I am running an ordinal logit regression with health status(poor, fair, good, very good, excellent) as the outcome. I understand the difference between ordinal and multinomial outcomes, and read many tutorials about the proportional odds assumption. But none were plain enough for me to understand how that works, and how/why the model produces only 1 set of odds ratios.

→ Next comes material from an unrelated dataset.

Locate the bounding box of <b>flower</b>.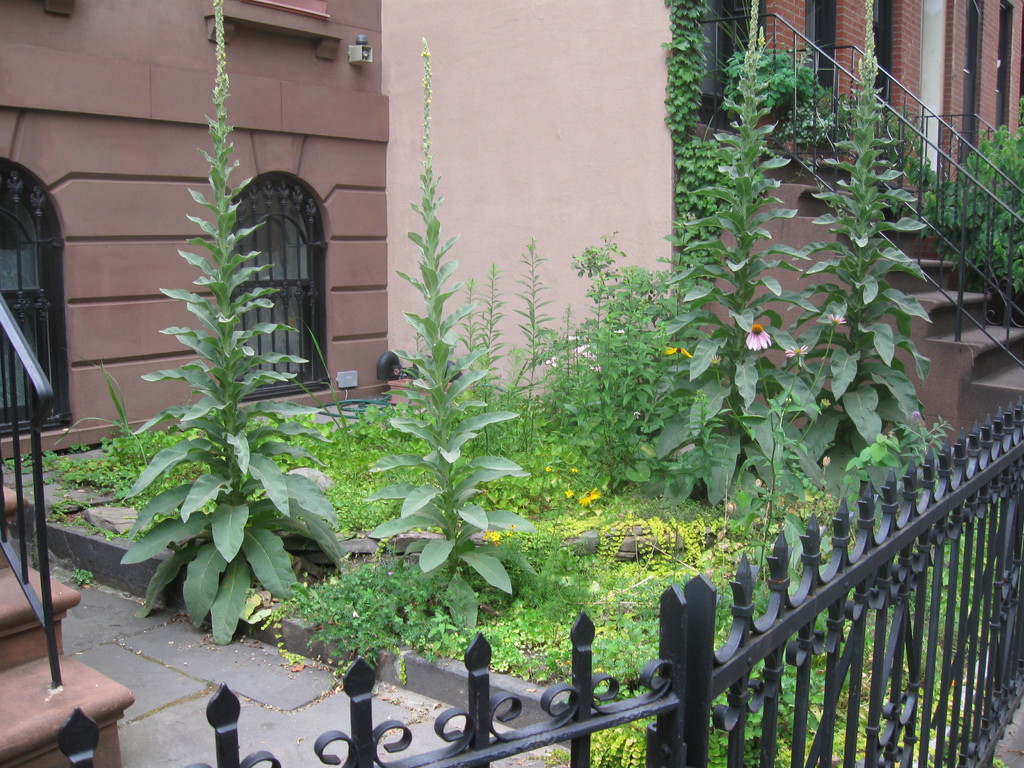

Below is the closest explanation I have found, but it still doesn't clarify the process of producing only 1 set of odds ratios:
The probability of a person's health being in the "Poor or below" category, which includes the "Poor", "Fair", and "Good" categories. This is compared to the reference category of "Excellent or above". The probability of a person's health being in the "Fair or below" category, which includes "Poor", "Fair", "Good", and "Very Good". This is compared to the reference category of "Excellent". The probability of a person's health being in the "Good or below" category, which includes "Poor", "Fair", and "Good". This is compared to the reference category of "Excellent or above". The probability of a person's health being in the "Very Good or below" category, which includes "Poor", "Fair", "Good", and "Very Good". This is compared to the reference category of "Excellent". The probability of a person's health being in the "Excellent" category. This is the reference category.
This question was asked and answered in many instances before, but I hope someone can help clarify this in plain English using this example. Thank you in advance!